-- Data for analysis follows --
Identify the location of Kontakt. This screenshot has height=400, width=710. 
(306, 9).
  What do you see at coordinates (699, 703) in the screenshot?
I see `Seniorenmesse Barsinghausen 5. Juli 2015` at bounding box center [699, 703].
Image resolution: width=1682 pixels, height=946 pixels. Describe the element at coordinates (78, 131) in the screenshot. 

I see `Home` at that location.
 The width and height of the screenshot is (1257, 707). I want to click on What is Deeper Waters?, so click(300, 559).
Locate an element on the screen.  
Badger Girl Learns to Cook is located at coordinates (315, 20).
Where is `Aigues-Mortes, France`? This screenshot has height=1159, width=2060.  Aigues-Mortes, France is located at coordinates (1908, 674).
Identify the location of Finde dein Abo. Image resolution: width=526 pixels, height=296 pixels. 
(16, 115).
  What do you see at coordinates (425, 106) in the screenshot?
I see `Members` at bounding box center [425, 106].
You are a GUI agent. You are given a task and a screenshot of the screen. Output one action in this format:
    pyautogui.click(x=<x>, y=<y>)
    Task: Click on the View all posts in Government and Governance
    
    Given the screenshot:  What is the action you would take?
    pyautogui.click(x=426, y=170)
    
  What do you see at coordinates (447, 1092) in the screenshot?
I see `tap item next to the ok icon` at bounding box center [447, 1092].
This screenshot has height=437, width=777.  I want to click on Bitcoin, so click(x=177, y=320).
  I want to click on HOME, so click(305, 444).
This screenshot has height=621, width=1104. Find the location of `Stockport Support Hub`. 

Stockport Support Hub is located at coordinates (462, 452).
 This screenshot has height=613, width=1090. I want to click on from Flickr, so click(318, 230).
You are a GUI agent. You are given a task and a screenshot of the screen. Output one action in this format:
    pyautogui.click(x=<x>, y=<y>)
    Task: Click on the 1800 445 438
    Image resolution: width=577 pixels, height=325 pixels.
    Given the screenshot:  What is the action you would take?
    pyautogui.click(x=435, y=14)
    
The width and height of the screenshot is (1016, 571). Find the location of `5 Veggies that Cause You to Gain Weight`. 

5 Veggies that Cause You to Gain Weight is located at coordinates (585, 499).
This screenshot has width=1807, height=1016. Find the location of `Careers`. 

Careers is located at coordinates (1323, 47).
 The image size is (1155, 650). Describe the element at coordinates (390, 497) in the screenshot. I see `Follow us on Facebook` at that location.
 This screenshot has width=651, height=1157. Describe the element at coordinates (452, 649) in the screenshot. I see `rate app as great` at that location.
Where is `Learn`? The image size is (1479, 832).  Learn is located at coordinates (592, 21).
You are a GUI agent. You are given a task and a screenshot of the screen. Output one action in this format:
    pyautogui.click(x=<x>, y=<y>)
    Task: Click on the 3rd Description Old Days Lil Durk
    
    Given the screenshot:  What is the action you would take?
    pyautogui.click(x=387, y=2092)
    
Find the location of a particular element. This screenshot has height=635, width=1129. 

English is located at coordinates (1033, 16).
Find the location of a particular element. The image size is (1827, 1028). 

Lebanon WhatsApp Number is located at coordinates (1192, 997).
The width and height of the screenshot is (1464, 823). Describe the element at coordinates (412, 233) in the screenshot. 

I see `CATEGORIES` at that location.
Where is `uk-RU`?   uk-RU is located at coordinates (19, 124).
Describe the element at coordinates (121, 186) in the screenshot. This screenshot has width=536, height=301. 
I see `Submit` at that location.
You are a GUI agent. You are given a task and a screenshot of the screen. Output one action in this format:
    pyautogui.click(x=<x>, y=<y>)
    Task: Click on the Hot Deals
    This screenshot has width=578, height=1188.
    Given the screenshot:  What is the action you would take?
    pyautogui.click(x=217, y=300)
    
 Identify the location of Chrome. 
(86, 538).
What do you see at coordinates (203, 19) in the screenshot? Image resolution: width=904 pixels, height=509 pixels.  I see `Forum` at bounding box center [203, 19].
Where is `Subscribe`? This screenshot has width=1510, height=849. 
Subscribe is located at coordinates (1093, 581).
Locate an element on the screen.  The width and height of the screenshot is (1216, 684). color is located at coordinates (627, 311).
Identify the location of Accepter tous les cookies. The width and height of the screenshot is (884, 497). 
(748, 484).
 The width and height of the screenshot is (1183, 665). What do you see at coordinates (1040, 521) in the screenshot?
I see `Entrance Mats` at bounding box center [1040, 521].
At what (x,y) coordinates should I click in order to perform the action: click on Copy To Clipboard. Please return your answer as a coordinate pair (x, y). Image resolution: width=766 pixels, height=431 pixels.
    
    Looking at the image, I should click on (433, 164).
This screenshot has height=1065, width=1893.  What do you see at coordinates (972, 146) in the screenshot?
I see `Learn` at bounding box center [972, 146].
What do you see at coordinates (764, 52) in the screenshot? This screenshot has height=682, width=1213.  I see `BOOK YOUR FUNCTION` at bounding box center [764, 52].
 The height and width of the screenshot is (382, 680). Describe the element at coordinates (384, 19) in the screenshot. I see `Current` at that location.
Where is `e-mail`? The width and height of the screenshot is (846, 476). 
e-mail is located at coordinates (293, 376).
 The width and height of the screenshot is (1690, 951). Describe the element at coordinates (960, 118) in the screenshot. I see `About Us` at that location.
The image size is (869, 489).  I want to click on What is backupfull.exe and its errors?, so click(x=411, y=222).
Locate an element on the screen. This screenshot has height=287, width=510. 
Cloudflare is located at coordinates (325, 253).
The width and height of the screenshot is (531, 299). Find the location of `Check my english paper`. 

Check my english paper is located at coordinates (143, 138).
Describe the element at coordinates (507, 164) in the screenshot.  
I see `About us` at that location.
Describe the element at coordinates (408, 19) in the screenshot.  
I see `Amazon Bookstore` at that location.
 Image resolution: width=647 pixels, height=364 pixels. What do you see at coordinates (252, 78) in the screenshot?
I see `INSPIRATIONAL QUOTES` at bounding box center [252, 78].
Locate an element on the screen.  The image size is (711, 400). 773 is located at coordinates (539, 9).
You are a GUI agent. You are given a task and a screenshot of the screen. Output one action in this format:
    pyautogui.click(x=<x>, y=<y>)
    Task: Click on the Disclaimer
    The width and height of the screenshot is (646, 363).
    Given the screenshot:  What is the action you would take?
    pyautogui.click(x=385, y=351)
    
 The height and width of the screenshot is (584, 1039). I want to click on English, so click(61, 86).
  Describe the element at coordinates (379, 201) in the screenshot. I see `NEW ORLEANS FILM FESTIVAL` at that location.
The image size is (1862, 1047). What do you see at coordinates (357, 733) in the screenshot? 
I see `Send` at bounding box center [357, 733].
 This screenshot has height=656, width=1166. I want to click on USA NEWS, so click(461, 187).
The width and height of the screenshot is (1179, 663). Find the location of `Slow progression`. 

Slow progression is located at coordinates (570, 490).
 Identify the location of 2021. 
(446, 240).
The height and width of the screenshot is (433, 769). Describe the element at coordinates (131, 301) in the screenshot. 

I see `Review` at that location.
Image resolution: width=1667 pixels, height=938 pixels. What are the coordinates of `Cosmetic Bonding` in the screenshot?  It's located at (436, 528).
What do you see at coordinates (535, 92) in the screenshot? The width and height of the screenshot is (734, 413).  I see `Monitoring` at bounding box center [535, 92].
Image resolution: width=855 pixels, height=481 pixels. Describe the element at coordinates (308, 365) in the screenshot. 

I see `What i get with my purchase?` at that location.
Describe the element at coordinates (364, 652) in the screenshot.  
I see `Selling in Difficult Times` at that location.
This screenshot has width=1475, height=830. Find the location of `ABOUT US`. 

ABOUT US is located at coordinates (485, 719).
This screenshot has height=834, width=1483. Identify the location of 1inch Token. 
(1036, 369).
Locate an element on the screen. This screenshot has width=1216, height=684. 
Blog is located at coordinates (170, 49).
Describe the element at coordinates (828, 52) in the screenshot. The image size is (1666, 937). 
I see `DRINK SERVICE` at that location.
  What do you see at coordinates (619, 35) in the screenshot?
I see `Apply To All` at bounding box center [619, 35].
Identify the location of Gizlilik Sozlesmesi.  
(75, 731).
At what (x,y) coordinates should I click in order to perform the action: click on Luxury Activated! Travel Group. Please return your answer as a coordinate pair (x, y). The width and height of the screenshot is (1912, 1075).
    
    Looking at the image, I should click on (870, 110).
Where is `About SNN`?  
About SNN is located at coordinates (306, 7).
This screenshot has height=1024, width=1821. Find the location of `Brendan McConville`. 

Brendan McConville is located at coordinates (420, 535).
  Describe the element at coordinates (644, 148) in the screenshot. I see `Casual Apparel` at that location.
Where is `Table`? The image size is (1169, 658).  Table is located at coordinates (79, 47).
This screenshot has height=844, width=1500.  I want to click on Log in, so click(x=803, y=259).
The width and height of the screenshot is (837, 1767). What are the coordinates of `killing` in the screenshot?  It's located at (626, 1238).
-- Data for analysis concluded --
Work instruction
Beginning with the first line of the listing above, print each line exactly until you have printed the line that contains "Task: Click on the View".

Exercise solution
Identify the location of Kontakt. This screenshot has height=400, width=710. 
(306, 9).
  What do you see at coordinates (699, 703) in the screenshot?
I see `Seniorenmesse Barsinghausen 5. Juli 2015` at bounding box center [699, 703].
Image resolution: width=1682 pixels, height=946 pixels. Describe the element at coordinates (78, 131) in the screenshot. 

I see `Home` at that location.
 The width and height of the screenshot is (1257, 707). I want to click on What is Deeper Waters?, so click(300, 559).
Locate an element on the screen.  
Badger Girl Learns to Cook is located at coordinates (315, 20).
Where is `Aigues-Mortes, France`? This screenshot has height=1159, width=2060.  Aigues-Mortes, France is located at coordinates (1908, 674).
Identify the location of Finde dein Abo. Image resolution: width=526 pixels, height=296 pixels. 
(16, 115).
  What do you see at coordinates (425, 106) in the screenshot?
I see `Members` at bounding box center [425, 106].
You are a GUI agent. You are given a task and a screenshot of the screen. Output one action in this format:
    pyautogui.click(x=<x>, y=<y>)
    Task: Click on the View all posts in Government and Governance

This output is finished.